Chinese netizens are searching for answers as the Chinese regime tightens control of news flowing from last week’s deadly chemical plant blast in China’s Jiangsu province.
The latest official death toll sits at 78 people, with 28 missing and more than 600 injured by the blast on March 21 at a pesticide factory in Chenjiagang Industrial Park in Yancheng City, Jiangsu Province, on China’s east coast.
The explosion, which caused a 2.2 magnitude earthquake, severely damaged more than a dozen neighboring buildings, and released contaminants into the air and water, sparking safety concerns in the area.
Netizens Investigate
Many Chinese online expressed skepticism at the official death toll figure, saying the communist regime typically understates the amount to downplay the gravity of the disaster.“Based on the blast impact area, I think the death toll should be around 500. I truly believe that lots of injured people will become disabled, in particular, many of them will become deaf,” Hu said.
Meanwhile, many netizens have taken it upon themselves to analyze the blast, drawing on publicly available information.
Jiangsu’s fire chief, in a March 24 interview with Chinese state-run The Global Times, suggested that workers at the center of the blast may have been vaporized by the explosion.
Contamination Concerns
The blast, which caused a spike in air and water pollution levels, has also triggered health concerns in the area.The state-run news outlet Caixin reported March 22 that toluene, xylene, styrene, chlorobenzene, sulfur dioxide, and nitrogen oxides were present in the air after the blast. The concentration of nitrogen oxides was, at one point, 348 times above normal standards.
Local officials also found contamination in local water samples. According to official data from the Jiangsu Provincial Department of Ecology and Environment, water from all the three local rivers—the Xinmin river, Xinfeng river, and Xinnong river—all tested positive for chloroform, dichloromethane, dichloroethane, and toluene.
Some volatile organic chemical measurements far exceeded surface water standards—by 15 times in one case.
According to local media, this is not the first time the area has been hit by explosions or chemical leaks.
In 2011, state-run media China Youth Daily reported that a villager, Liu Hongchang, at Chenjiagang detected a stench believed to be chlorine gas, and fled the town with his family.
The news spread across the area by word of mouth, prompting a mass exodus as thousands of people flocked in frenzy to nearby Xiangshui county.
While there was ultimately no gas explosion, dozens of people died in car accidents during the exodus. Liu was later jailed for spreading rumors, and all reports and posts relating to this event were scrubbed online. Netizens, however, saved copies of these posts on overseas websites.
The 2011 China Youth Daily article added that blasts were a frequent occurrence in the area, and many locals had been killed or injured by such incidents.
State-run Beijing News, citing official data, reported that 620 chemical production accidents occurred in China from 2016 to 2018, killing 728 people.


Count the lines in the data below that have "Allswell" in them, and reply with only that number.

THE INPUT: Begin

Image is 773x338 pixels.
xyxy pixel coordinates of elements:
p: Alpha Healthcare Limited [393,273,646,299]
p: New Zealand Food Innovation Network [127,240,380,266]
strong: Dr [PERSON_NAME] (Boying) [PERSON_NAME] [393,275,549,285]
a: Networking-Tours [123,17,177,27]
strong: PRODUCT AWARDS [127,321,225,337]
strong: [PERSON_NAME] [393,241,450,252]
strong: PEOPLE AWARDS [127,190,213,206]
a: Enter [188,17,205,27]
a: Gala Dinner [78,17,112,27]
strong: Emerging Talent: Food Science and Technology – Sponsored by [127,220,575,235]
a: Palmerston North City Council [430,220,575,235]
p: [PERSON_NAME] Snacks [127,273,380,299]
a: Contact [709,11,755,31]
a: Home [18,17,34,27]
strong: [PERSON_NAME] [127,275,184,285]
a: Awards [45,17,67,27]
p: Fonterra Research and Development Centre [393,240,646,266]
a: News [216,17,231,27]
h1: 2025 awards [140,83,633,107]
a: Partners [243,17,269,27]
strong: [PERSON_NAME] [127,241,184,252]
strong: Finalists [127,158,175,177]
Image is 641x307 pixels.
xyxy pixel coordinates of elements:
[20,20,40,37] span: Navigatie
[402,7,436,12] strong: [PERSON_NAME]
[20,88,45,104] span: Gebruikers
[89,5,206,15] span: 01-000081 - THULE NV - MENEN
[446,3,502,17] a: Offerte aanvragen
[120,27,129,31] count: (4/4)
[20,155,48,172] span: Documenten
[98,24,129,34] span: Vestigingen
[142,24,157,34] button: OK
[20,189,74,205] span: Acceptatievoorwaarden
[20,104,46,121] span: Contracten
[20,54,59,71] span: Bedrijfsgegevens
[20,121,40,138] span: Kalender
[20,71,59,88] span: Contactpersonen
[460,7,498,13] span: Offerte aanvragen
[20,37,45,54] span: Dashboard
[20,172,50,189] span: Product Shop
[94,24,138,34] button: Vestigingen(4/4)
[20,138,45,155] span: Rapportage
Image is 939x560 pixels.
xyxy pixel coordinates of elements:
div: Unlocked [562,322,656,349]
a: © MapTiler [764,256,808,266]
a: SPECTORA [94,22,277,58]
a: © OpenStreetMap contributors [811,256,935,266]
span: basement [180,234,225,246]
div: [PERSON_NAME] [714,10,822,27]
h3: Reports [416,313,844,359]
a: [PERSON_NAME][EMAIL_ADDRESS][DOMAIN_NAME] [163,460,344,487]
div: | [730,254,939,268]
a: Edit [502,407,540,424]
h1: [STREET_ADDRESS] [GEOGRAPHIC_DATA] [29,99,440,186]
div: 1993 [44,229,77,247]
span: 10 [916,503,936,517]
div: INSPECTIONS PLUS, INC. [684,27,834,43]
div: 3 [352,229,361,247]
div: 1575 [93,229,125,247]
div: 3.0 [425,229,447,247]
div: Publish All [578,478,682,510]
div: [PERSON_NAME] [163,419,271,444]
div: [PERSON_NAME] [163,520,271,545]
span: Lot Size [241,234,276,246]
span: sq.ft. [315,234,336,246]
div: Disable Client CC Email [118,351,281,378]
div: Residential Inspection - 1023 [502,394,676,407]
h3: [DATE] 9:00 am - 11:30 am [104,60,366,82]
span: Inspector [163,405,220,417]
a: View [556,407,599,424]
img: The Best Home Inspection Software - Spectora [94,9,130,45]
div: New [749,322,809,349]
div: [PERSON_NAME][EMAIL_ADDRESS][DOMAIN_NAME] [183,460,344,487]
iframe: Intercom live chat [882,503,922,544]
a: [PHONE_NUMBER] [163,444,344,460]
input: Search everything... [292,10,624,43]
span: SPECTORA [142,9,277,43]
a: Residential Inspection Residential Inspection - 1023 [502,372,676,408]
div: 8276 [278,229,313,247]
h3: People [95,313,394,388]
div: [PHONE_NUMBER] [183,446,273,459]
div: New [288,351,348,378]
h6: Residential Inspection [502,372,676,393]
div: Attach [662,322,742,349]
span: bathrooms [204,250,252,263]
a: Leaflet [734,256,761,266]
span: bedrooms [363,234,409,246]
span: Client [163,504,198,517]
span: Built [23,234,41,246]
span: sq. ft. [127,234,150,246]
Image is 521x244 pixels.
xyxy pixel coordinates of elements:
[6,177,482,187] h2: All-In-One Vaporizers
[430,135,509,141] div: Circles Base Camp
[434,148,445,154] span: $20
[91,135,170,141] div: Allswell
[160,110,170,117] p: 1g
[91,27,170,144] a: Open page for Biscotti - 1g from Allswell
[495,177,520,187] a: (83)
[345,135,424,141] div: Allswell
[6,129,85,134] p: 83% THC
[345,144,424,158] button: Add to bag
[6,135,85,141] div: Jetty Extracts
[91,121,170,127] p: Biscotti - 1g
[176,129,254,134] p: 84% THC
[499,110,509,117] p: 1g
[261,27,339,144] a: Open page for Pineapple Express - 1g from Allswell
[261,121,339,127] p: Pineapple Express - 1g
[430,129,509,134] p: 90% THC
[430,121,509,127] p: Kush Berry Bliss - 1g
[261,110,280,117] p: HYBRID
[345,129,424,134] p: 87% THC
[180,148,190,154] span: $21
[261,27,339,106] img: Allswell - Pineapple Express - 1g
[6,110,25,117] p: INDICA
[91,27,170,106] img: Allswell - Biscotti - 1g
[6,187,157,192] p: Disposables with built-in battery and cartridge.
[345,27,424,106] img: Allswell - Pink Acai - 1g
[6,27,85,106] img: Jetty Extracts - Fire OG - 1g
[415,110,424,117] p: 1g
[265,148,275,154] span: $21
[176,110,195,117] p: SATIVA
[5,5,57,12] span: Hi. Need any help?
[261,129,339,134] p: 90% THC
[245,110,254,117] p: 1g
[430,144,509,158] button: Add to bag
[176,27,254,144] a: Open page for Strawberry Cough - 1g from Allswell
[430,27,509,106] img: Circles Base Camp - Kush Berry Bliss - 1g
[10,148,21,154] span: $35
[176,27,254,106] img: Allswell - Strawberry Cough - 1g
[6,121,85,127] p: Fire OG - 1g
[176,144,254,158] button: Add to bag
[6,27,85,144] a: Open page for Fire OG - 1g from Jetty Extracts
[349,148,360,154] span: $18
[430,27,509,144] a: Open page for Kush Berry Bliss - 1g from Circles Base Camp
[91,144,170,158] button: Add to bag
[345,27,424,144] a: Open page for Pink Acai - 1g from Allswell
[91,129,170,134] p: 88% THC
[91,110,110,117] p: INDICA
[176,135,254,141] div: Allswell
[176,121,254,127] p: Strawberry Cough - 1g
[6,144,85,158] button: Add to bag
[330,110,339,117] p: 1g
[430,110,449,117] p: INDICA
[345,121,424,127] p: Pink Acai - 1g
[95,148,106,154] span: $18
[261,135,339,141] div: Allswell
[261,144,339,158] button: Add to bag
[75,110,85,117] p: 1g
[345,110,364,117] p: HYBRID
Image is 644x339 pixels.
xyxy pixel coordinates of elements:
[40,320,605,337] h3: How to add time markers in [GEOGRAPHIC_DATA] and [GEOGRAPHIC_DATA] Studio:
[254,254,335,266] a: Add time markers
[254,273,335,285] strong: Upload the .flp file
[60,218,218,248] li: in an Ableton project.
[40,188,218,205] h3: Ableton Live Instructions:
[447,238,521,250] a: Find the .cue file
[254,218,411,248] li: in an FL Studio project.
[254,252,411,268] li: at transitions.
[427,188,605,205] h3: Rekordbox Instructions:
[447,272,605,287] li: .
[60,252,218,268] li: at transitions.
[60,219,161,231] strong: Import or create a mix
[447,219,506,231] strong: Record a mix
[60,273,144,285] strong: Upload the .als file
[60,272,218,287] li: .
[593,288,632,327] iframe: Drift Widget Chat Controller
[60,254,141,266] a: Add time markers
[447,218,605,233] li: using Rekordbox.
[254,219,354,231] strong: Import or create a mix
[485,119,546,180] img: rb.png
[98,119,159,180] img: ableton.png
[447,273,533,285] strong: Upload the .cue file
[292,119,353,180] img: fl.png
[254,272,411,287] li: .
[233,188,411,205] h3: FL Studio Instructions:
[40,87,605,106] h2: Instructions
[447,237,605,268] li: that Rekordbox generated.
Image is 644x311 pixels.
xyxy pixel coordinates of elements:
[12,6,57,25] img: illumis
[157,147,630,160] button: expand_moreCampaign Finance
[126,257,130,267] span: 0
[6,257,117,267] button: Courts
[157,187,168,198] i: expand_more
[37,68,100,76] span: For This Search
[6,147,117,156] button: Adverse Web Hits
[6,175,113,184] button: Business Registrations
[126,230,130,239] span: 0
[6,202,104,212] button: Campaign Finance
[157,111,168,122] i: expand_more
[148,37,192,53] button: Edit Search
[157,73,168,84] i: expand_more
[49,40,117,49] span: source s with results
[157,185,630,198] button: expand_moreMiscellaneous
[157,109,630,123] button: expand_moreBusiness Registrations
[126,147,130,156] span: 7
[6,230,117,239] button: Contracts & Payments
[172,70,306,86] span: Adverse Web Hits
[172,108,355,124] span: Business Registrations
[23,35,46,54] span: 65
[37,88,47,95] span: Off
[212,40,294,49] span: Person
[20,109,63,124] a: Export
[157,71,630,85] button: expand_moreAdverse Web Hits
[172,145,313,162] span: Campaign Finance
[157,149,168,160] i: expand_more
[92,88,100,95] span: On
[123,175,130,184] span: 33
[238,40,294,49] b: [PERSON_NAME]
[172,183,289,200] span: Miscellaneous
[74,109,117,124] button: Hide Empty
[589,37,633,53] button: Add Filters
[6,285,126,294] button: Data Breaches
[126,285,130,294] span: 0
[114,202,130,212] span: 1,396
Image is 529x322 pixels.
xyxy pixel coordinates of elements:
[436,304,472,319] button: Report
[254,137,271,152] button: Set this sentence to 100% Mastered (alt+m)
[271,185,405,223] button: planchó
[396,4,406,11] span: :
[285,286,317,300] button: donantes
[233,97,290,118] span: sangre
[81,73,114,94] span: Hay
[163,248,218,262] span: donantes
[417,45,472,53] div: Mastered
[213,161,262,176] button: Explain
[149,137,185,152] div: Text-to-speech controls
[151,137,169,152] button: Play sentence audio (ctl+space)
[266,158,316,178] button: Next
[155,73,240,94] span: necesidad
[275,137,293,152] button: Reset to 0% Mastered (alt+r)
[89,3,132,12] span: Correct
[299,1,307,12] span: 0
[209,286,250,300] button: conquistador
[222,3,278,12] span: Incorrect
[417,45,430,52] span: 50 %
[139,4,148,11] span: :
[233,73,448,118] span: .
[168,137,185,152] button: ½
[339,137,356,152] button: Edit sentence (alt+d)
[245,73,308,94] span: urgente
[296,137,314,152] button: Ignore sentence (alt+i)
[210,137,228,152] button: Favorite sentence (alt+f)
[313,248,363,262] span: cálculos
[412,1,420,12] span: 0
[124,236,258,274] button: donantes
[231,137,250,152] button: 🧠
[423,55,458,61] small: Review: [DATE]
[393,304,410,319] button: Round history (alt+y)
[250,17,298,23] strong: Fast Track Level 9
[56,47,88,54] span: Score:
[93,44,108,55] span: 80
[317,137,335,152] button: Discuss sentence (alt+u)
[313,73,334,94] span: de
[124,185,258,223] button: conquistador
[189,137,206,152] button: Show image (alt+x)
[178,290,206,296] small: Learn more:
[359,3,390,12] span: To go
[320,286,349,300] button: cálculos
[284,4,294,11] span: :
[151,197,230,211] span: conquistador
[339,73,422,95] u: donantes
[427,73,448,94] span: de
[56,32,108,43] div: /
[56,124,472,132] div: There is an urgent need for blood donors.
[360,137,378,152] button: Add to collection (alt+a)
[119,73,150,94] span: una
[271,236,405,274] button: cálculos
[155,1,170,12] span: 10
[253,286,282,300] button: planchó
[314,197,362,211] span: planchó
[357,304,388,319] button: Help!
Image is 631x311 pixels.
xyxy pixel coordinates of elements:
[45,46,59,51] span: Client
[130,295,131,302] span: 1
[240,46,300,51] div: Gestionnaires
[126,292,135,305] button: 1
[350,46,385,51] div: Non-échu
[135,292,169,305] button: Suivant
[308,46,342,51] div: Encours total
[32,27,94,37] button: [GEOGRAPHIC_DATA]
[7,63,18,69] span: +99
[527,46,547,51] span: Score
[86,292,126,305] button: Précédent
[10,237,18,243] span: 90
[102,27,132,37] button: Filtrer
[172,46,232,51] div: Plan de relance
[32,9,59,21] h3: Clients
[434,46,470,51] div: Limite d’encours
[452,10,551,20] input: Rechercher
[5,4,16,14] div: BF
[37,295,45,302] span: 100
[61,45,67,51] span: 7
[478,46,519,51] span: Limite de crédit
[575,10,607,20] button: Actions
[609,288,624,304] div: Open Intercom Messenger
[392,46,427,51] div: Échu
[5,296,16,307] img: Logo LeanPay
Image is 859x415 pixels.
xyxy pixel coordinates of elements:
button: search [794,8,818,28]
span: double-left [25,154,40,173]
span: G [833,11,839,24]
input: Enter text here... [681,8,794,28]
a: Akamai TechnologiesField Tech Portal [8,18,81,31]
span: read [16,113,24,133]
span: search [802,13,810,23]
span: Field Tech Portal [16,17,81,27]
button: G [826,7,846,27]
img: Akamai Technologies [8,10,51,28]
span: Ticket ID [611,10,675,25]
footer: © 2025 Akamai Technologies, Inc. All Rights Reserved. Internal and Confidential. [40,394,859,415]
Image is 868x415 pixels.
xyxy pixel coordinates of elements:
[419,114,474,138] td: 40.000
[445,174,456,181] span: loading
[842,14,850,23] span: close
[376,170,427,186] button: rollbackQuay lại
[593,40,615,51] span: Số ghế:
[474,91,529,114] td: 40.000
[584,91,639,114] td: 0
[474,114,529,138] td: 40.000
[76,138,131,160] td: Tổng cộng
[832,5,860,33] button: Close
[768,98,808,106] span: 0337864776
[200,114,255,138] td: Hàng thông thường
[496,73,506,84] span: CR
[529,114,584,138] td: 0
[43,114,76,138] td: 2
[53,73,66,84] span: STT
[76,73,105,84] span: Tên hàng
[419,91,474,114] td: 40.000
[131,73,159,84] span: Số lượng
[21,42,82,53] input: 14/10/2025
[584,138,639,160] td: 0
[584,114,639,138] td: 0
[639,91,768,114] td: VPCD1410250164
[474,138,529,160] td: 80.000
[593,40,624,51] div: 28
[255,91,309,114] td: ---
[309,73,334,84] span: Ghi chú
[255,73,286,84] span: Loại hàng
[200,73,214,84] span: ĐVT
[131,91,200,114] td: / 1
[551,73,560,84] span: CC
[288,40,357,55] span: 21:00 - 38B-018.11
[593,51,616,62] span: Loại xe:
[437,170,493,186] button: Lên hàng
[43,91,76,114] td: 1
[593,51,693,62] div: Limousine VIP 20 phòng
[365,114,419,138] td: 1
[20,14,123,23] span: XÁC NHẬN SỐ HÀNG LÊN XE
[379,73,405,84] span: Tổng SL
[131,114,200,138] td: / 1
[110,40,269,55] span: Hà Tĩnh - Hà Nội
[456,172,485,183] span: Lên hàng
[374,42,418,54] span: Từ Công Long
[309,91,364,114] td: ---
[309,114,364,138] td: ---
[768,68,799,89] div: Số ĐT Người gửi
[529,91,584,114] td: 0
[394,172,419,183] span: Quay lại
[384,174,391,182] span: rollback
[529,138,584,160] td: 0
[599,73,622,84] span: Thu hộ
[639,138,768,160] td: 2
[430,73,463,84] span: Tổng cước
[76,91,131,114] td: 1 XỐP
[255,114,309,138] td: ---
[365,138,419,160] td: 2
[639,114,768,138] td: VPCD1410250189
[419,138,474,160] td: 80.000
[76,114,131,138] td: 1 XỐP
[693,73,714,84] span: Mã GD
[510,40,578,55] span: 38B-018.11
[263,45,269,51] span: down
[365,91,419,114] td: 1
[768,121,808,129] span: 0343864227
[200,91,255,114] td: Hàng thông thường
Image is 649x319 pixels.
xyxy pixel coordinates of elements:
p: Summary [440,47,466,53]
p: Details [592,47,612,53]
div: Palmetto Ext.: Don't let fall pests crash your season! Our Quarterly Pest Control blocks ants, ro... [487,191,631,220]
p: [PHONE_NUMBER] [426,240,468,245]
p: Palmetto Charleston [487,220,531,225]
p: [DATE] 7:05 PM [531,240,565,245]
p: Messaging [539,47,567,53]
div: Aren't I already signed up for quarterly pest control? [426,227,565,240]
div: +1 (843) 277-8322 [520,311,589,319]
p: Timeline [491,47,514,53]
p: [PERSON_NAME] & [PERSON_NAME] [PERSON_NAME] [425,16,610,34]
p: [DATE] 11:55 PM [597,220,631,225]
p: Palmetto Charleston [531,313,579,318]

THE INPUT: End

**WRITTEN RESPONSE:**
12